Oxford Street, Accra is an erudite and accomplished book by one of Africa's most prominent literary and cultural critics. Ato Quayson is astute in his use of critical theory to illuminate transforming African urban cultures, and he is creative in the aspects of urban space he chooses to analyze. He inventively depicts the tensions of the diverse imaginaries, calculations, and ethical sensibilities that cut across the conventional zones and distinctions of city life, giving rise to new connections near and far. A fresh portrait of a rising African metropolis by one of the most original and skilled critics of the African condition. Deeply researched, packed with detail, and bold in scope and analysis, Oxford Street, Accra is a unique addition to the growing body of work on contemporary African urbanism. This extraordinary book shows the extent to which the future of urban theory might well lie in the global South.


Author Information

Ato Quayson is Professor of English and Director of the Centre for Diaspora and Transnational Studies at the University of Toronto.

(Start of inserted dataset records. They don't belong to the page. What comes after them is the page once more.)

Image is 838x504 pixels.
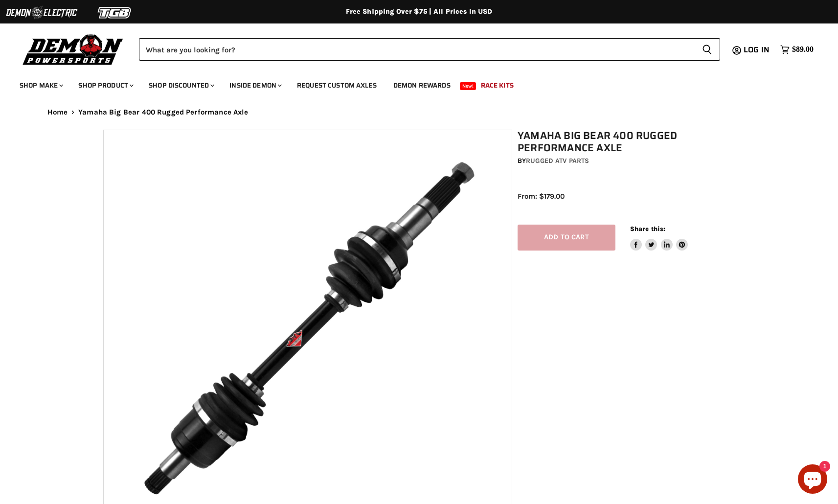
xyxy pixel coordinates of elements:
a: Request Custom Axles [290,75,384,95]
h1: Yamaha Big Bear 400 Rugged Performance Axle [517,130,741,154]
a: Shop Make [12,75,69,95]
a: Race Kits [473,75,521,95]
input: Search [139,38,694,61]
span: Share this: [630,225,665,232]
a: Log in [739,46,775,54]
span: From: $179.00 [517,192,564,201]
a: Shop Discounted [142,75,220,95]
ul: Main menu [12,72,811,95]
form: Product [139,38,720,61]
img: Demon Electric Logo 2 [5,3,78,22]
img: Demon Powersports [19,32,127,67]
button: Search [694,38,720,61]
span: Log in [743,43,769,56]
a: Rugged ATV Parts [526,157,589,165]
span: Yamaha Big Bear 400 Rugged Performance Axle [78,108,248,117]
nav: Breadcrumbs [27,108,811,117]
inbox-online-store-chat: Shopify online store chat [795,464,830,496]
a: Inside Demon [222,75,287,95]
div: by [517,156,741,167]
a: Demon Rewards [386,75,457,95]
span: $89.00 [791,45,813,54]
span: New! [460,82,476,90]
aside: Share this: [630,224,688,251]
img: TGB Logo 2 [78,3,152,22]
a: $89.00 [775,42,818,57]
a: Shop Product [71,75,139,95]
a: Home [47,108,68,117]
div: Free Shipping Over $75 | All Prices In USD [27,7,811,16]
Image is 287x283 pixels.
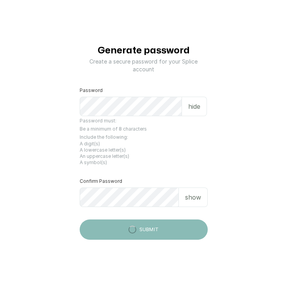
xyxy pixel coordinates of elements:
[80,118,208,166] span: Password must: Be a minimum of 8 characters Include the following:
[188,102,200,111] p: hide
[80,147,208,153] li: A lowercase letter(s)
[98,44,190,58] h1: Generate password
[80,141,208,147] li: A digit(s)
[80,58,208,73] p: Create a secure password for your Splice account
[80,220,208,240] button: Submit
[80,178,122,185] label: Confirm Password
[80,87,103,94] label: Password
[80,160,208,166] li: A symbol(s)
[80,153,208,160] li: An uppercase letter(s)
[185,193,201,202] p: show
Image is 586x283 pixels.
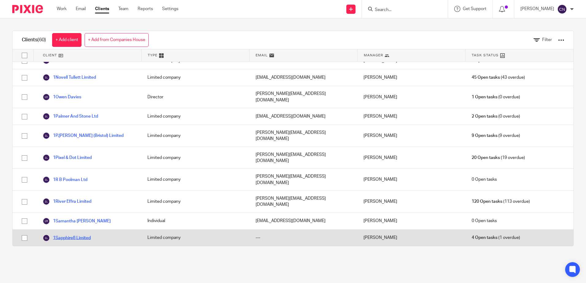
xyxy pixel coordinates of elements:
[141,191,249,213] div: Limited company
[472,133,520,139] span: (9 overdue)
[358,147,466,169] div: [PERSON_NAME]
[141,169,249,191] div: Limited company
[43,113,50,120] img: svg%3E
[22,37,46,43] h1: Clients
[141,147,249,169] div: Limited company
[250,108,358,125] div: [EMAIL_ADDRESS][DOMAIN_NAME]
[250,86,358,108] div: [PERSON_NAME][EMAIL_ADDRESS][DOMAIN_NAME]
[138,6,153,12] a: Reports
[558,4,567,14] img: svg%3E
[472,94,498,100] span: 1 Open tasks
[358,191,466,213] div: [PERSON_NAME]
[118,6,129,12] a: Team
[43,154,92,162] a: 1Pixel & Dot Limited
[472,235,520,241] span: (1 overdue)
[472,199,503,205] span: 120 Open tasks
[141,86,249,108] div: Director
[472,133,498,139] span: 9 Open tasks
[43,132,124,140] a: 1P.[PERSON_NAME] (Bristol) Limited
[12,5,43,13] img: Pixie
[463,7,487,11] span: Get Support
[43,235,91,242] a: 1Sapphire8 Limited
[374,7,430,13] input: Search
[43,198,50,205] img: svg%3E
[43,176,50,184] img: svg%3E
[250,147,358,169] div: [PERSON_NAME][EMAIL_ADDRESS][DOMAIN_NAME]
[19,50,30,61] input: Select all
[364,53,383,58] span: Manager
[472,199,530,205] span: (113 overdue)
[43,176,87,184] a: 1R B Poolman Ltd
[162,6,178,12] a: Settings
[250,125,358,147] div: [PERSON_NAME][EMAIL_ADDRESS][DOMAIN_NAME]
[358,230,466,247] div: [PERSON_NAME]
[358,69,466,86] div: [PERSON_NAME]
[358,86,466,108] div: [PERSON_NAME]
[43,113,98,120] a: 1Palmer And Stone Ltd
[43,154,50,162] img: svg%3E
[43,94,50,101] img: svg%3E
[148,53,158,58] span: Type
[85,33,149,47] a: + Add from Companies House
[472,75,525,81] span: (43 overdue)
[472,235,498,241] span: 4 Open tasks
[43,218,50,225] img: svg%3E
[43,53,57,58] span: Client
[472,75,500,81] span: 45 Open tasks
[43,218,111,225] a: 1Samantha [PERSON_NAME]
[472,113,520,120] span: (0 overdue)
[250,191,358,213] div: [PERSON_NAME][EMAIL_ADDRESS][DOMAIN_NAME]
[521,6,555,12] p: [PERSON_NAME]
[250,213,358,230] div: [EMAIL_ADDRESS][DOMAIN_NAME]
[543,38,552,42] span: Filter
[43,198,91,205] a: 1River Effra Limited
[472,113,498,120] span: 2 Open tasks
[472,218,497,224] span: 0 Open tasks
[141,125,249,147] div: Limited company
[52,33,82,47] a: + Add client
[43,132,50,140] img: svg%3E
[141,69,249,86] div: Limited company
[358,108,466,125] div: [PERSON_NAME]
[43,94,81,101] a: 1Owen Davies
[472,155,500,161] span: 20 Open tasks
[358,213,466,230] div: [PERSON_NAME]
[141,230,249,247] div: Limited company
[141,213,249,230] div: Individual
[250,69,358,86] div: [EMAIL_ADDRESS][DOMAIN_NAME]
[472,155,525,161] span: (19 overdue)
[256,53,268,58] span: Email
[472,53,499,58] span: Task Status
[472,177,497,183] span: 0 Open tasks
[43,235,50,242] img: svg%3E
[358,125,466,147] div: [PERSON_NAME]
[250,230,358,247] div: ---
[76,6,86,12] a: Email
[43,74,96,81] a: 1Novell Tullett Limited
[358,169,466,191] div: [PERSON_NAME]
[141,108,249,125] div: Limited company
[57,6,67,12] a: Work
[43,74,50,81] img: svg%3E
[250,169,358,191] div: [PERSON_NAME][EMAIL_ADDRESS][DOMAIN_NAME]
[95,6,109,12] a: Clients
[37,37,46,42] span: (60)
[472,94,520,100] span: (0 overdue)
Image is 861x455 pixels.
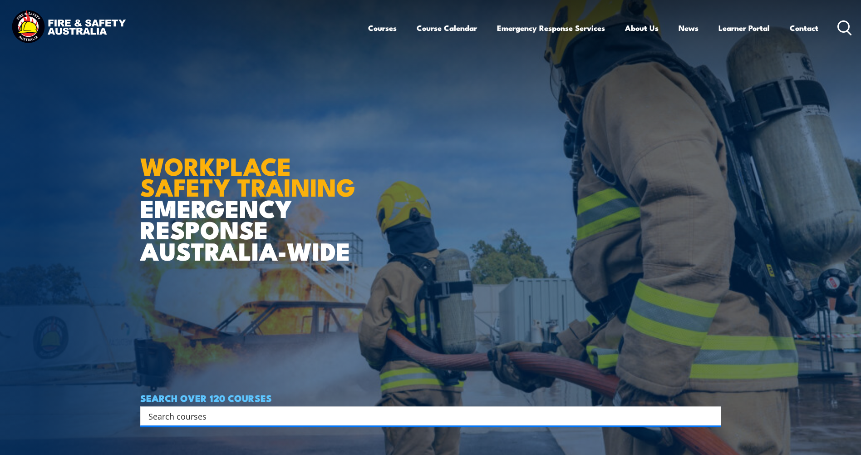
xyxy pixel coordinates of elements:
[790,16,819,40] a: Contact
[679,16,699,40] a: News
[140,146,356,205] strong: WORKPLACE SAFETY TRAINING
[625,16,659,40] a: About Us
[148,409,701,423] input: Search input
[706,410,718,422] button: Search magnifier button
[150,410,703,422] form: Search form
[497,16,605,40] a: Emergency Response Services
[417,16,477,40] a: Course Calendar
[140,393,721,403] h4: SEARCH OVER 120 COURSES
[719,16,770,40] a: Learner Portal
[140,132,362,261] h1: EMERGENCY RESPONSE AUSTRALIA-WIDE
[368,16,397,40] a: Courses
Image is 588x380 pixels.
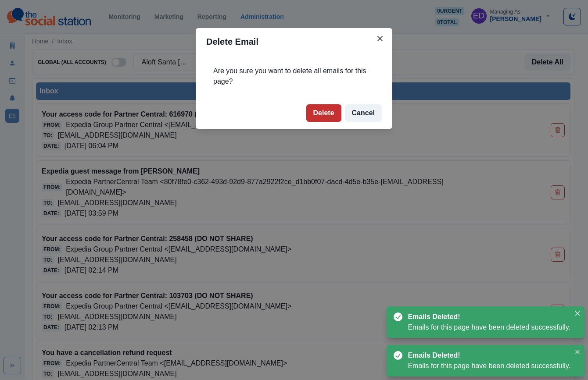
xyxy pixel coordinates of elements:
div: Emails Deleted! [407,351,567,361]
button: Close [572,308,582,319]
div: Emails for this page have been deleted successfully. [407,361,570,371]
button: Delete [306,104,342,122]
button: Close [572,347,582,357]
button: Close [373,31,387,45]
div: Emails for this page have been deleted successfully. [407,322,570,333]
button: Cancel [345,104,382,122]
div: Emails Deleted! [407,312,567,322]
p: Are you sure you want to delete all emails for this page? [213,66,375,87]
header: Delete Email [196,28,392,55]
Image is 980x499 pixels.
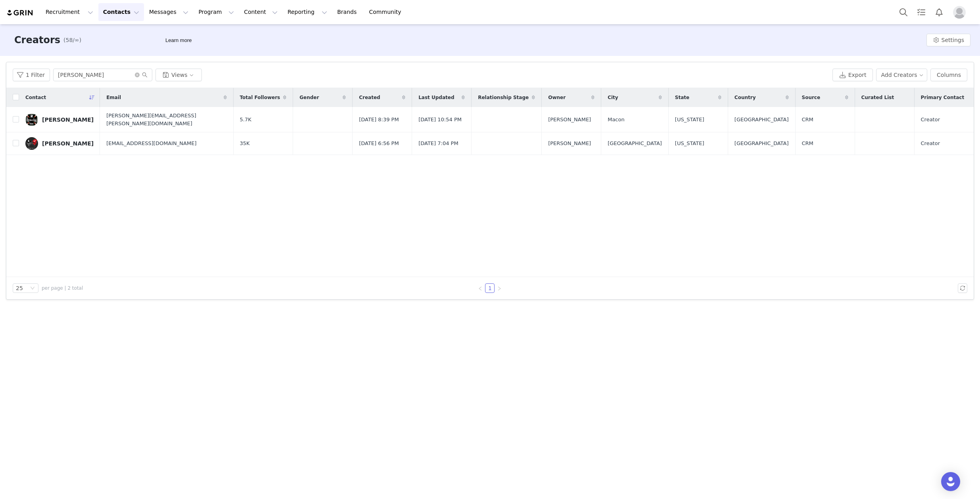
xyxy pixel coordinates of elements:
a: 1 [485,283,494,292]
a: Brands [333,3,364,21]
a: Community [365,3,410,21]
span: State [675,94,689,101]
button: Export [832,69,873,81]
img: grin logo [7,9,34,17]
span: [PERSON_NAME] [547,116,591,123]
span: CRM [802,116,813,123]
i: icon: search [142,72,148,77]
button: Recruitment [41,3,98,21]
i: icon: right [497,286,501,291]
a: [PERSON_NAME] [25,113,93,126]
li: Previous Page [475,283,485,293]
span: [DATE] 7:04 PM [418,139,458,148]
span: Relationship Stage [478,94,529,101]
span: [GEOGRAPHIC_DATA] [734,116,789,123]
img: placeholder-profile.jpg [953,6,965,19]
span: [PERSON_NAME][EMAIL_ADDRESS][PERSON_NAME][DOMAIN_NAME] [106,112,226,127]
button: Content [239,3,283,21]
div: 25 [16,283,23,292]
li: Next Page [495,283,504,293]
span: Last Updated [418,94,454,101]
span: 5.7K [240,116,252,123]
a: [PERSON_NAME] [25,137,93,150]
span: (58/∞) [63,36,81,44]
span: CRM [802,139,813,148]
span: Country [734,94,756,101]
span: [GEOGRAPHIC_DATA] [608,139,662,148]
img: 5590fce6-e705-4d1a-9eca-f36d7c25f67a.jpg [25,137,38,150]
button: Reporting [283,3,332,21]
div: Tooltip anchor [164,37,193,44]
button: 1 Filter [12,69,50,81]
i: icon: close-circle [135,72,139,77]
span: [EMAIL_ADDRESS][DOMAIN_NAME] [106,139,196,148]
span: Owner [547,94,565,101]
div: [PERSON_NAME] [42,117,93,122]
button: Search [894,3,912,21]
span: [PERSON_NAME] [547,139,591,148]
a: Tasks [912,3,930,21]
span: [US_STATE] [675,116,704,123]
span: [DATE] 6:56 PM [359,139,399,148]
i: icon: down [30,285,35,291]
span: Source [802,94,820,101]
span: [GEOGRAPHIC_DATA] [734,139,789,148]
button: Add Creators [875,69,927,81]
span: Curated List [861,94,894,101]
button: Settings [926,34,970,46]
button: Notifications [930,3,947,21]
span: Created [359,94,380,101]
span: Contact [25,94,46,101]
span: per page | 2 total [41,284,83,292]
button: Profile [948,6,973,19]
button: Messages [144,3,193,21]
li: 1 [485,283,495,293]
span: Gender [300,94,318,101]
input: Search... [53,69,153,81]
img: a0b00a9b-0019-4ad5-8fd3-d890f8d23954.jpg [25,113,38,126]
div: Open Intercom Messenger [940,472,960,491]
h3: Creators [14,33,60,47]
button: Columns [930,69,967,81]
span: City [608,94,617,101]
div: [PERSON_NAME] [42,140,93,147]
span: Macon [608,116,625,123]
span: [DATE] 10:54 PM [418,116,462,123]
span: [US_STATE] [675,139,704,148]
button: Program [193,3,238,21]
button: Contacts [98,3,144,21]
span: Email [106,94,121,101]
i: icon: left [478,286,482,291]
button: Views [155,69,202,81]
span: Total Followers [240,94,280,101]
span: 35K [240,139,250,148]
span: Primary Contact [921,94,964,101]
span: [DATE] 8:39 PM [359,116,399,123]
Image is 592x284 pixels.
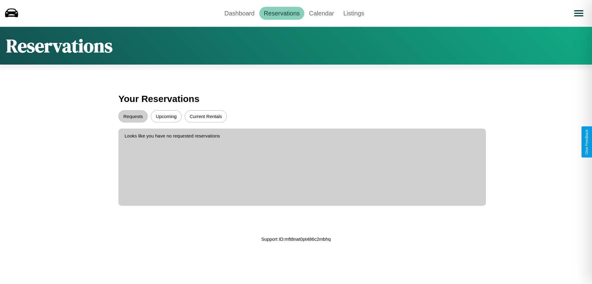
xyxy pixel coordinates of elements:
div: Give Feedback [585,129,589,154]
button: Requests [118,110,148,122]
h3: Your Reservations [118,90,474,107]
p: Support ID: mft8nat0pt486c2mbhq [261,234,331,243]
a: Reservations [259,7,305,20]
a: Dashboard [220,7,259,20]
button: Current Rentals [185,110,227,122]
a: Calendar [305,7,339,20]
a: Listings [339,7,369,20]
p: Looks like you have no requested reservations [125,131,480,140]
button: Upcoming [151,110,182,122]
button: Open menu [570,5,588,22]
h1: Reservations [6,33,113,58]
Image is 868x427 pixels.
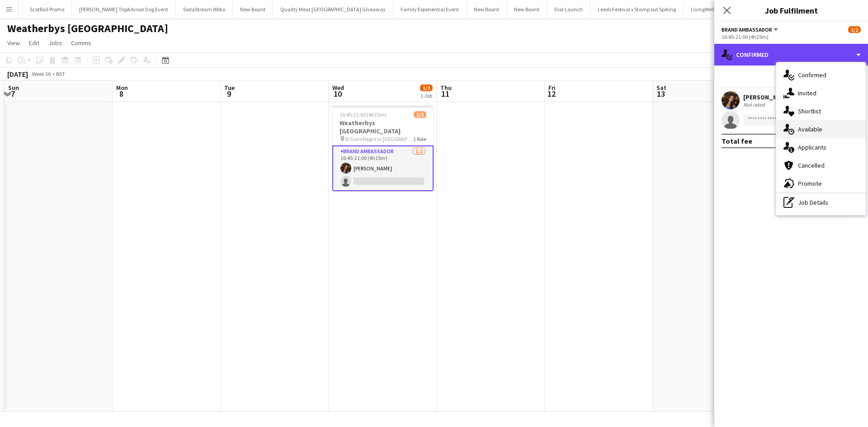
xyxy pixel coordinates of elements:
[340,111,386,118] span: 16:45-21:00 (4h15m)
[48,39,62,47] span: Jobs
[223,89,235,99] span: 9
[8,84,19,92] span: Sun
[68,37,95,48] a: Comms
[394,1,467,18] button: Family Experiential Event
[743,93,791,101] div: [PERSON_NAME]
[467,1,507,18] button: New Board
[332,145,434,191] app-card-role: Brand Ambassador1/216:45-21:00 (4h15m)[PERSON_NAME]
[116,84,128,92] span: Mon
[224,84,235,92] span: Tue
[798,89,816,97] span: Invited
[26,37,43,48] a: Edit
[798,180,822,188] span: Promote
[414,111,426,118] span: 1/2
[798,144,827,151] span: Applicants
[722,26,772,33] span: Brand Ambassador
[7,89,19,99] span: 7
[722,33,861,40] div: 16:45-21:00 (4h15m)
[332,84,344,92] span: Wed
[23,1,72,18] button: ScotRail Promo
[547,1,591,18] button: Dior Launch
[29,39,40,47] span: Edit
[232,1,273,18] button: New Board
[722,26,779,33] button: Brand Ambassador
[7,70,28,78] div: [DATE]
[683,1,797,18] button: LivingWell Health Clubs x Brand Awareness
[421,92,432,99] div: 1 Job
[776,194,865,211] div: Job Details
[714,44,868,65] div: Confirmed
[273,1,394,18] button: Quality Meat [GEOGRAPHIC_DATA] Giveaway
[331,89,344,99] span: 10
[4,37,24,48] a: View
[332,119,434,136] h3: Weatherbys [GEOGRAPHIC_DATA]
[743,101,767,108] div: Not rated
[45,37,65,48] a: Jobs
[714,4,868,16] h3: Job Fulfilment
[547,89,555,99] span: 12
[7,39,20,47] span: View
[176,1,232,18] button: SodaStream Wilko
[798,107,821,115] span: Shortlist
[848,26,861,33] span: 1/2
[440,84,452,92] span: Thu
[798,125,822,133] span: Available
[71,39,92,47] span: Comms
[657,84,666,92] span: Sat
[507,1,547,18] button: New Board
[30,70,53,77] span: Week 36
[72,1,176,18] button: [PERSON_NAME] TripAdvisor Dog Event
[548,84,555,92] span: Fri
[345,136,413,143] span: El Gato Negro in [GEOGRAPHIC_DATA].
[420,85,432,92] span: 1/2
[114,89,128,99] span: 8
[722,136,753,145] div: Total fee
[591,1,683,18] button: Leeds Festival x Stamp out Spiking
[56,70,65,77] div: BST
[798,161,825,170] span: Cancelled
[413,136,426,143] span: 1 Role
[655,89,666,99] span: 13
[332,106,434,191] app-job-card: 16:45-21:00 (4h15m)1/2Weatherbys [GEOGRAPHIC_DATA] El Gato Negro in [GEOGRAPHIC_DATA].1 RoleBrand...
[798,71,827,79] span: Confirmed
[7,22,168,35] h1: Weatherbys [GEOGRAPHIC_DATA]
[439,89,452,99] span: 11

He is the author of Strategic Transformations in Nigerian Writing, Calibrations: Reading for the Social, and Aesthetic Nervousness: Disability and the Crisis of Representation, as well as editor of the two-volume Cambridge History of Postcolonial Literature, coeditor of A Companion to Diaspora and Transnational Studies, and General Editor of the Cambridge Journal of Postcolonial Literary Inquiry.